A "stolen election" question...

Dr Kynes

Well-Known Member
Your making a common mistake. Not all state haves the "all or nothing" allocation of votes. That has nothing to do with the EC. That's internal to the individual states. The EC is concerned with how the votes as a whole for the nation are allocated. Every state gets a EC vote for each Representative or Senator. Every state gets two Senators and at least one Representative. So Wyoming gets three votes, they have one Representative and two Senators. So they end up with something like one EC vote per 250,000 citizens (numbers are only guesses), while California may only get one EC vote per 1,000,000 citizens.
^^ this dude is so right^^

but im too high to keep that shit straight. goddamned debates demand i be wasted to sit through their prevarication and waffling.
 

Red1966

Well-Known Member
Since I cannot resist the tangent, I'll opine that in the 2000 election, the electoral vote hinged on the final count of the popular vote in Florida. And they jiggered that final count until they got the desired result. THAT was the stolen election imo. cn
They counted the vote a total of seven times. Bush won every time.
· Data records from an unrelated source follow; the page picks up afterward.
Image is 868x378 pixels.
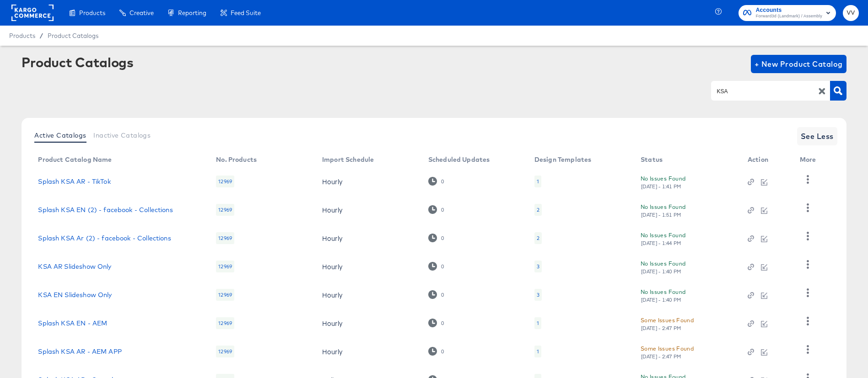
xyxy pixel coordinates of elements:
[641,325,682,332] div: [DATE] - 2:47 PM
[715,86,812,97] input: Search Product Catalogs
[641,344,694,354] div: Some Issues Found
[537,349,539,355] div: 1
[535,317,542,329] div: 1
[217,346,234,357] div: 12969
[537,178,539,185] div: 1
[441,178,445,185] div: 0
[217,232,234,245] div: 12969
[230,9,261,17] span: Feed Suite
[756,13,823,21] span: Forward3d (Landmark) / Assembly
[314,224,421,253] td: Hourly
[428,348,445,356] div: 0
[217,204,234,216] div: 12969
[641,344,694,360] button: Some Issues Found[DATE] - 2:47 PM
[314,309,421,338] td: Hourly
[751,55,846,73] button: + New Product Catalog
[22,55,133,70] div: Product Catalogs
[314,196,421,224] td: Hourly
[79,9,105,17] span: Products
[217,175,234,188] div: 12969
[537,207,540,213] div: 2
[797,127,838,146] button: See Less
[756,6,823,15] span: Accounts
[844,5,859,21] button: VV
[535,346,542,357] div: 1
[314,253,421,281] td: Hourly
[217,317,234,329] div: 12969
[793,153,828,167] th: More
[641,315,694,332] button: Some Issues Found[DATE] - 2:47 PM
[535,232,542,245] div: 2
[178,9,207,17] span: Reporting
[93,132,151,139] span: Inactive Catalogs
[441,235,445,242] div: 0
[38,349,121,355] a: Splash KSA AR - AEM APP
[801,130,834,143] span: See Less
[48,32,98,39] a: Product Catalogs
[217,289,234,301] div: 12969
[34,132,86,139] span: Active Catalogs
[38,320,107,327] a: Splash KSA EN - AEM
[217,156,257,164] div: No. Products
[38,292,112,299] a: KSA EN Slideshow Only
[129,9,154,17] span: Creative
[535,289,542,301] div: 3
[441,207,445,213] div: 0
[428,234,445,243] div: 0
[441,292,445,299] div: 0
[741,153,793,167] th: Action
[428,319,445,328] div: 0
[535,175,542,188] div: 1
[38,156,112,164] div: Product Catalog Name
[535,204,542,216] div: 2
[35,32,48,39] span: /
[537,292,540,299] div: 3
[537,235,540,242] div: 2
[441,349,445,355] div: 0
[428,156,490,164] div: Scheduled Updates
[739,5,837,21] button: AccountsForward3d (Landmark) / Assembly
[634,153,741,167] th: Status
[322,156,374,164] div: Import Schedule
[846,8,855,19] span: VV
[441,320,445,327] div: 0
[754,58,844,71] span: + New Product Catalog
[314,281,421,309] td: Hourly
[314,338,421,366] td: Hourly
[537,320,539,327] div: 1
[641,354,682,360] div: [DATE] - 2:47 PM
[428,262,445,271] div: 0
[217,260,234,272] div: 12969
[38,207,172,213] a: Splash KSA EN (2) - facebook - Collections
[537,263,540,270] div: 3
[38,263,112,270] a: KSA AR Slideshow Only
[9,32,35,39] span: Products
[38,178,111,185] a: Splash KSA AR - TikTok
[314,167,421,196] td: Hourly
[535,260,542,272] div: 3
[38,235,170,242] a: Splash KSA Ar (2) - facebook - Collections
[428,206,445,214] div: 0
[441,263,445,270] div: 0
[428,177,445,186] div: 0
[428,291,445,300] div: 0
[641,315,694,325] div: Some Issues Found
[535,156,592,164] div: Design Templates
Al Franken lost how many counts before he actually won one and a leftist judge ordered there be no more recounts and all votes sealed?
 

Red1966

Well-Known Member
The documentary I saw made a convincing story of it being unfair and nonsquare. Fwiw. cn
The "Documentary" you saw was in error or outright lying to you. The vote was counted 7 times. Bush won every count. He only had 500 and something more votes, but he still won every count.
 

Dr Kynes

Well-Known Member
*you're

........
ohh the irony.

one of the most common mistakes in english being used in a comment to illuminate one of the most common mistakes in US politics, being highlighted by the most common grammar nazi on this forum.

ohh bucky. you so crazy!
 

Red1966

Well-Known Member
NY, NJ, and MA are all locked up by Democratic voters just like California. If we went to a popular vote instead, some of the votes in those four states would go to non-Democrats. I'm sorry, but I don't see how the less populist states would be any worse off with a popular vote. Another large benefit of abandoning the EC would be that third parties would also get some love.
Wyoming, for example would get 20-30% of the voter share it gets now. Maybe even less. This was a bargain sealed at the very founding of the nation. Eliminating it would render the Constitution void, and thus the United States would no longer exist as a legal entity.